It’s hard for the FAR to stay optimistic these days. Violence and fear, the looming takeover by artificial intelligences, skepticism of good-hearted TV shows, disappointing adaptations of beloved teen books. Some days all you can do is strap your dancin’ shoes.
Thanks to Rosy Fingers for contributing this week, may his themes be less forced and his intro paragraphs never half-assed. Send articles to ploughmanplods [at] gmail, post articles from the past week below for discussion, and Have a Happy Friday!
Afghan filmmaker Sahraa Karimi tells The New Yorker of her quick flight from Kabul as the Taliban entered the city:
On Sunday, I wanted to go to the bank and get cash. I made my coffee and prepared myself: I put on lipstick and a very short dress. I took a taxi. Traffic was bad. At the bank I saw maybe five hundred people. Around fifty were women. You could understand that there was something happening: the bank was full of fear. The teller said, “There is no money—we are waiting for the central bank to send us money.” Suddenly, the gunshots started. And the manager of the bank told me, “The Taliban is inside the city. They’ve surrounded us. You should go home.” He said, “If they know you, they will kill you.” I am well known there. He showed me the back door, and I started to run.

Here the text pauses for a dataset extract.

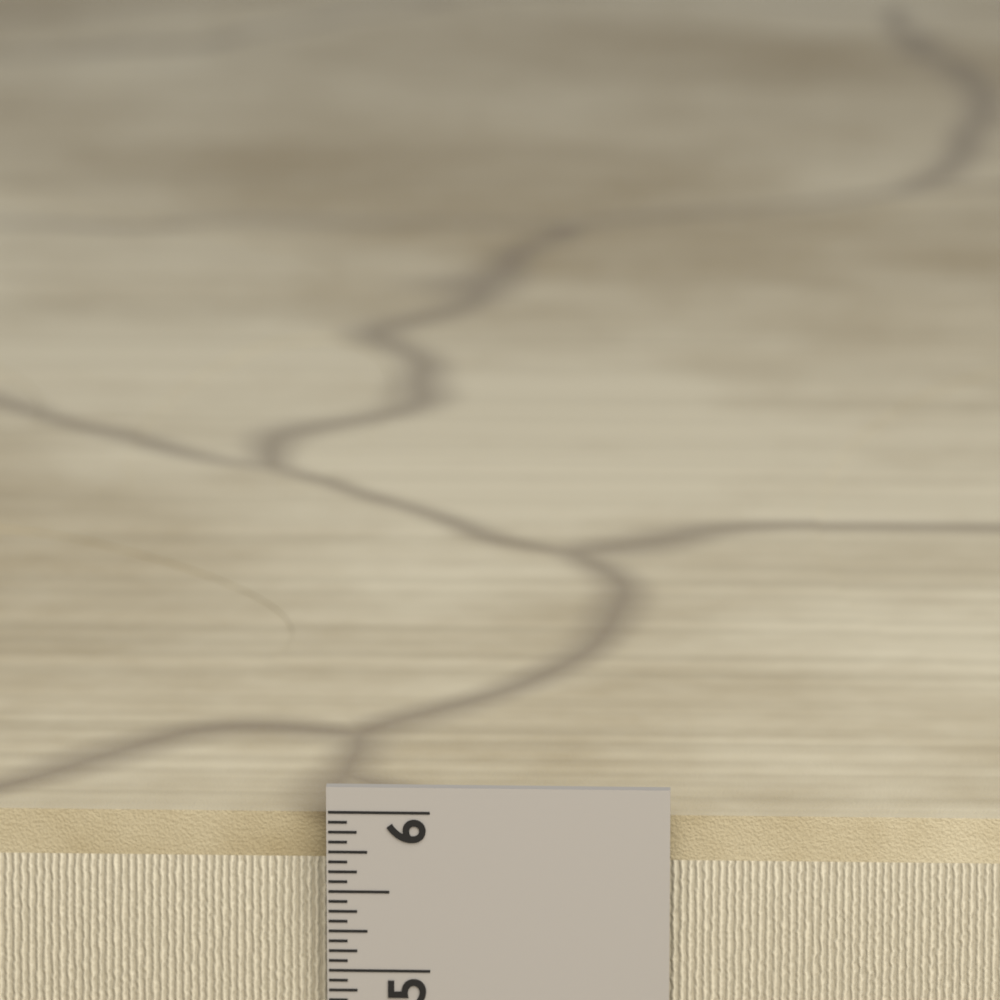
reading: 5.9375 in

At The Ringer, Alison Herman explores the sudden (and maybe inevitable) backlash against positive comedy Ted Lasso, where the criticism makes sense and where it goes off the rails:
As a critic, I’m more compelled by the idea of disappointment than outright dismissal. It’s an iron law of artistic analysis that you have to take a work on its own terms; even if you’re no fan of sports stories or feel-good sitcoms, Ted Lasso at its best is an effective example of both. (Though one of the justified complaints about Season 2 is that it’s substantially toned down the “sports” side of the story after AFC Richmond’s relegation.) The question is not whether you have to be a monster to not be charmed by the adaptation of an NBC Sports promo bankrolled by a trillion-dollar tech company. It’s why even some who have been charmed could conceivably see the spell broken by a set of strategic blunders.

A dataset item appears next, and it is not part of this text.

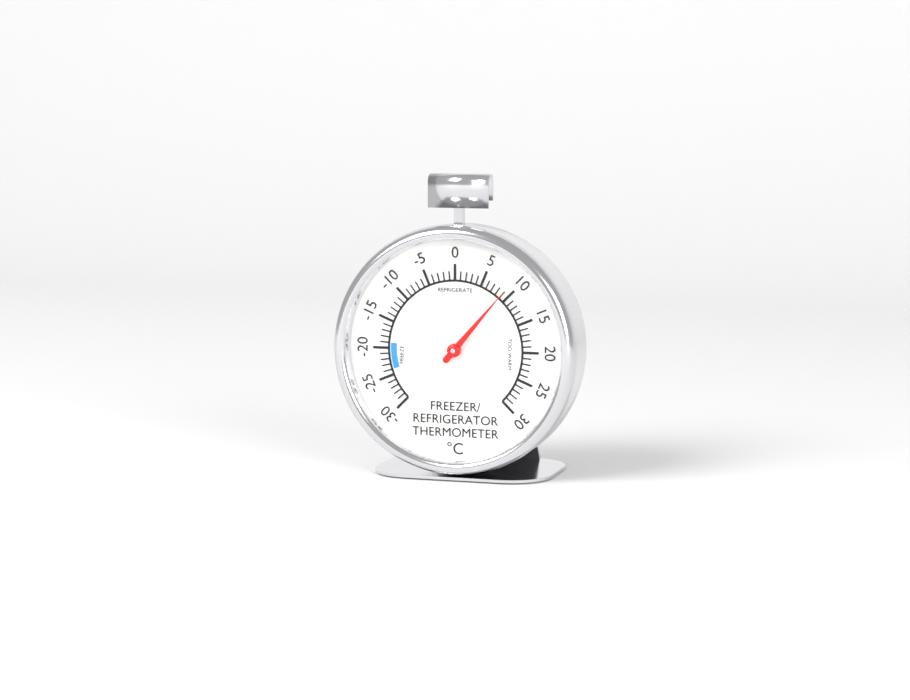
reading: 9 °C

Video artist Megan Dunn drops an essay about Jean M. Auel’s Clan of the Cave Bear books, her engagement with the subsequent Darryl Hannah film, and the sexual desire of teenage girls:
These first three books of the Earth’s Children series sat snugly side by side in our high school library. Each fat book was a bible of prehistoric possibility. Jean M Auel was a bespectacled lady in her mid-40s when The Valley of Horses became a sex bible for young girls. She knew a fuck of a lot about Jondalar. Her research into early sapiens civilisation was apparently also impeccable. I don’t doubt a second, closer read would yield a different haul. But at the age of 12, “Ayla, Ayla, Jondalar, Jondalar” conveyed more than enough. The heart and loins merged into a few choice syllables. The novels were recommended to me by other virgins desperate to know how to manipulate a manhood. Sexual Intercourse was like an upcoming exam and no one knew how to swot for it. Read a book? It all seemed ridiculous because it was.

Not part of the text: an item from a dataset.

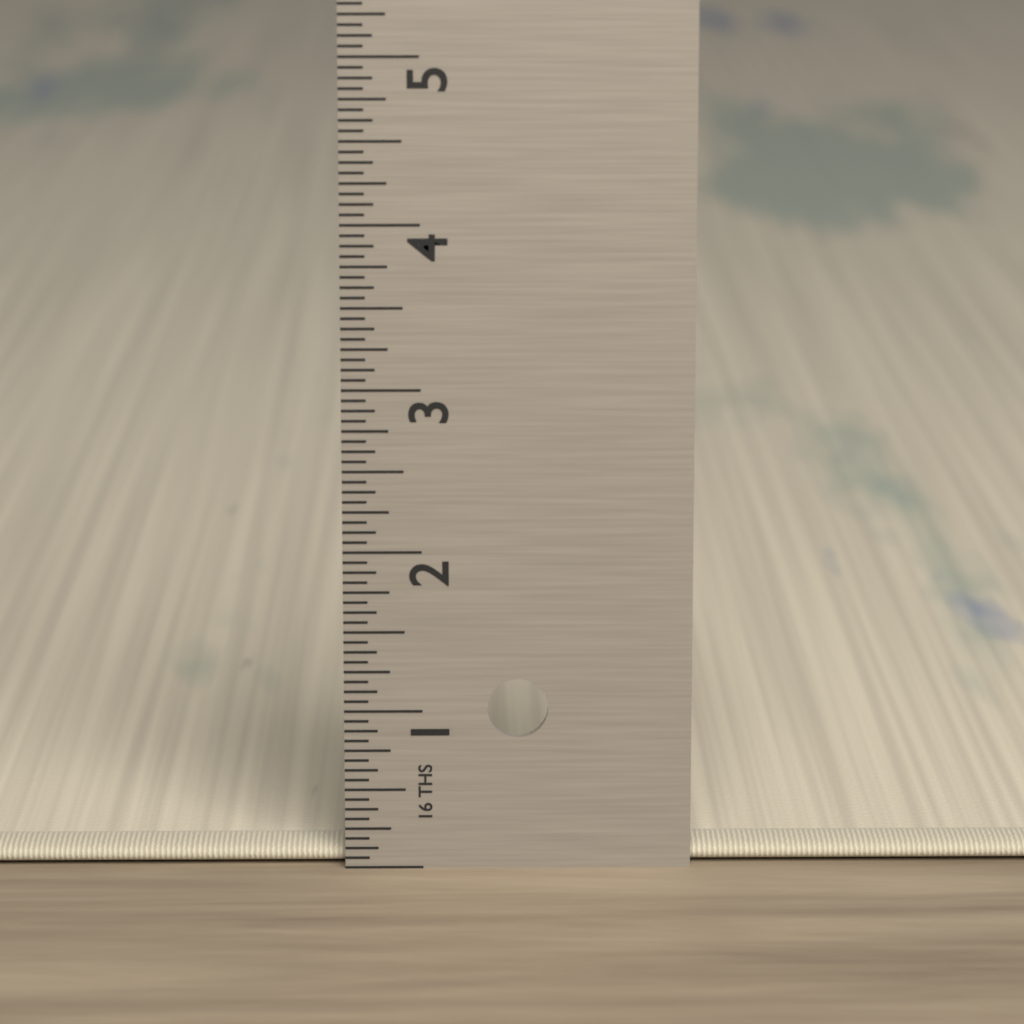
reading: 0.1250 in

At Crooked Marquee Audrey Fox investigates the overwrought convention of dream ballet sequences in Golden Age musicals:
But the An American in Paris closing ballet sequence is something else altogether. Utterly convinced of its own brilliance, it lasts for an astonishing seventeen minutes, almost 15% of the film’s total runtime. In it, director Vincente Minnelli takes us through both a history of French impressionist artwork and the embattled relationship between Jerry (Gene Kelly) and Lise (Leslie Caron), the point of which, again, has been pretty well hammered home, since we already watched the rest of the film. Credit where credit’s due, the ballet sequence is unparalleled in terms of scale (it cost MGM half a million dollars to stage and required backdrops that were 300 feet wide) and it’s perhaps the most memorable part of An American in Paris. From a studio known for their extravagance in a decade when elaborately staged movie musicals were at their most popular, the ballet sequence stands out in a class of its own in terms of care and attention to detail.
@auderdy brings us a conversation with Philip Glass where he critiques music created by an AI trained on a corpus of his own work:
What I am impressed with is the fact that the machine doesn’t make judgments that we make. We may say, “Oh, that’s a nice part. Can I hear that again?” The machine doesn’t do that, but as a composer, you do do that. The weakness of the piece is that no one is listening to it. But this is a very important part. This is the difference between machines and people. We have memory, we have preferences. We say, “I’d like to hear that again.” Machine doesn’t make judgments like that. All the machine is doing is putting out variations of what it did at the beginning–that in itself will not make a piece of music satisfying. What makes it satisfying is the way we hear it and the way we remember it and what we anticipate and when we hear the themes, the major themes, do we hear them again.